Over the next six days, ten couples will get legally married on Pier 21 in Halifax, extra chairs will be brought out for the jammed Surrogacy and Egg Donation workshop, and little kids will wave glow-sticks during “If You Were Gay,” performed by cast members of Avenue Q. Cruise passengers typically stay in little pods, maybe meet a few couples. On this trip, just about everyone on the ship has bonded. When it’s time to go, many of them cry and cry.

Besides launching the cruise line, O’Donnell has donated or raised millions of dollars for dozens of charitable groups, from the American Cancer Society to Broadway Cares to the Red Cross. Her foundation Rosie’s Broadway Kids, which offers theater instruction to underprivileged kids, recently bought a building on 45th Street; a $4 million renovation is in the works. O’Donnell’s life’s dream is to revamp the nation’s foster-care system. “The gay community can help solve the foster-care problem, because they are dying to parent and they know what it’s like to be unwanted,” she says.

“What I like about Rosie,” says her friend Madonna, “is that she has taken all her pain and reinvented it as compassion. She is generous to a fault.”

O’Donnell says her munificence has an edgier, more selfish side. “Overly generous people, people whose need to give is nearly pathological, there is something behind that, an unworthiness, a sense of guilt that they shouldn’t have as much as they do,” she says. Her mother’s death, she says, also explains why she does so much to help others, especially kids. She blurs the line, she says, between herself and them.

O’Donnell is back in her crafts studio, painting. She’s developing a sitcom, she says, with Alice Hoffman. It’s about an Erma Bombeck–esque Newsday columnist who has lost her girlfriend to breast cancer. She is also set to star in an upcoming Broadway drama, Folding the Monster, with Danny Aiello.

O’Donnell insists, however, that she no longer wants to be seen mainly as an entertainer. “When everyone wants to relate to you as that one slice of pie that they’re seeing for an hour a day—I mean, that part is true and real, that’s not a con. But, you know, there’s twelve pieces in a pizza. There are other parts—there is the political part, the gay part, the depressed part. There’s the overweight part. There’s the happy part. There are all different parts, like everyone.”

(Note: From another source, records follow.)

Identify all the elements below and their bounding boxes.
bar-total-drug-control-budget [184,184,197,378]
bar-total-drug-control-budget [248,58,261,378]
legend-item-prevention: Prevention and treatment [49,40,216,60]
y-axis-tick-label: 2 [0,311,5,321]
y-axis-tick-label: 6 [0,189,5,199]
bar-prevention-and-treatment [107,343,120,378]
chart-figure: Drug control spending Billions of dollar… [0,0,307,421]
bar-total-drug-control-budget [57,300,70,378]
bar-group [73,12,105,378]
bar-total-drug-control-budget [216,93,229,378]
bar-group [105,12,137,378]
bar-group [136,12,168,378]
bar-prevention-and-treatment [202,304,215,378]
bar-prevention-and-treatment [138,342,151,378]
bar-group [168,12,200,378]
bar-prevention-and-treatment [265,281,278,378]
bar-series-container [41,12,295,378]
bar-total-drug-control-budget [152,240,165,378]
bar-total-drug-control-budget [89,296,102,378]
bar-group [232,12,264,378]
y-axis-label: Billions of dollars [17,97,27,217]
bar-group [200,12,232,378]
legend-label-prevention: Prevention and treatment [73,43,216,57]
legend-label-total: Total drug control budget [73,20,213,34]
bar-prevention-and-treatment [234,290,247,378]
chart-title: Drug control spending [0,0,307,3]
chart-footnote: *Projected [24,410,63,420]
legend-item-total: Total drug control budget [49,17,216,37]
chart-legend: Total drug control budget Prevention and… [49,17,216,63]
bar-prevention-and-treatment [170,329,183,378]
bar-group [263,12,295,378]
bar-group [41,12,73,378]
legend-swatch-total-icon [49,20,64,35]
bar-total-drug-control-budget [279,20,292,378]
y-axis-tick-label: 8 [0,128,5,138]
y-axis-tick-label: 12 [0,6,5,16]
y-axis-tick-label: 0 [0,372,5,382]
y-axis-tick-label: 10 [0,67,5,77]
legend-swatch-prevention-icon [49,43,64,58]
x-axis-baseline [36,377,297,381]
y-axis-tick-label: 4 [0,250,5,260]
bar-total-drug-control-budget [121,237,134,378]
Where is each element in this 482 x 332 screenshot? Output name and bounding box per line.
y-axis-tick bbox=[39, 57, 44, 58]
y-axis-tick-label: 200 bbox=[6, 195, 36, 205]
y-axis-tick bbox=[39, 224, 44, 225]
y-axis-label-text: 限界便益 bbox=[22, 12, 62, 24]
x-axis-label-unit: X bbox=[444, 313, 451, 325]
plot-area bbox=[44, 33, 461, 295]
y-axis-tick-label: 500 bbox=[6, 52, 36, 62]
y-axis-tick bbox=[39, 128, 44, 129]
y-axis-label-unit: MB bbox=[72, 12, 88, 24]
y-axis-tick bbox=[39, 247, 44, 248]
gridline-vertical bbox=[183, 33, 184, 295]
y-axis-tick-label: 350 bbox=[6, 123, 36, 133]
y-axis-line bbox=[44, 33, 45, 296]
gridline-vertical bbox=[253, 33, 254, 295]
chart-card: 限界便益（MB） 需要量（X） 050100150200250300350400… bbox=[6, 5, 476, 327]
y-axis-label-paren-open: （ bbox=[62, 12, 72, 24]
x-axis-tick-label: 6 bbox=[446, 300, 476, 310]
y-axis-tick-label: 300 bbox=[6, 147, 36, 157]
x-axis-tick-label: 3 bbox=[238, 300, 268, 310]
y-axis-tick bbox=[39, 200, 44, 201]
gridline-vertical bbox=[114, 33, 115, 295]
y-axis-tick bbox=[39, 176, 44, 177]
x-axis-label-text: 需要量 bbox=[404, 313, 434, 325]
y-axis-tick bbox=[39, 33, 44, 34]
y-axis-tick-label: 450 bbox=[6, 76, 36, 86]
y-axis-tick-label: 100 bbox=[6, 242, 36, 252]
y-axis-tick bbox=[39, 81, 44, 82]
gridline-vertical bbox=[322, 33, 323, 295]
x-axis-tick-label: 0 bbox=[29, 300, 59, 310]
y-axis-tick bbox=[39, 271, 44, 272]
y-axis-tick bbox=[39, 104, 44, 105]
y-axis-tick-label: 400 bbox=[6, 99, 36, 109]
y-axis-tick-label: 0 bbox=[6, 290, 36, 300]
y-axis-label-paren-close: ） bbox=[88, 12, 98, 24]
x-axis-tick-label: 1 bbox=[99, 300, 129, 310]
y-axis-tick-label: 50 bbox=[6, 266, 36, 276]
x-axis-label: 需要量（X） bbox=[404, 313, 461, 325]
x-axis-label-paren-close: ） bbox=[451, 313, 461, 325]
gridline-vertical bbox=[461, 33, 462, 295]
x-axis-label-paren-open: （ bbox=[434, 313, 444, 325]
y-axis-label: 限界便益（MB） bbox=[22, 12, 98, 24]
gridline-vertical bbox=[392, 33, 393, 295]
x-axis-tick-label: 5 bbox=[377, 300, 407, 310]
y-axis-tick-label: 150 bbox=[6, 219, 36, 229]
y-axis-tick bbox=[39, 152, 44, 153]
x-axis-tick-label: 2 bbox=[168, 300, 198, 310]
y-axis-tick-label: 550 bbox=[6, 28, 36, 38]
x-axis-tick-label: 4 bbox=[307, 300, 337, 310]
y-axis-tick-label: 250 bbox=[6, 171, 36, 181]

O’Donnell puts down her paintbrush. She wants to be a philanthropic brand, à la Paul Newman, she says. Other than that, she has no plans. “My whole life was, my mother died before she was 40, so I thought if I got to 40, I might be able to make it. I might be able to live like my grandmother to 78,” she says. O’Donnell likes to ask people this question: If you could be guaranteed to live to a certain age, what number would you take? “I’d take 78 right now, you kidding me?” she says. “I always ask everyone that, and they go, ‘I’ve never thought of that.’ I’m like, ‘It’s all I think about!’ Would I take 63 as a guarantee? Let’s see. I’m 44; at 63, my daughter Vivie will be 22. To guarantee I’d get there? I might.”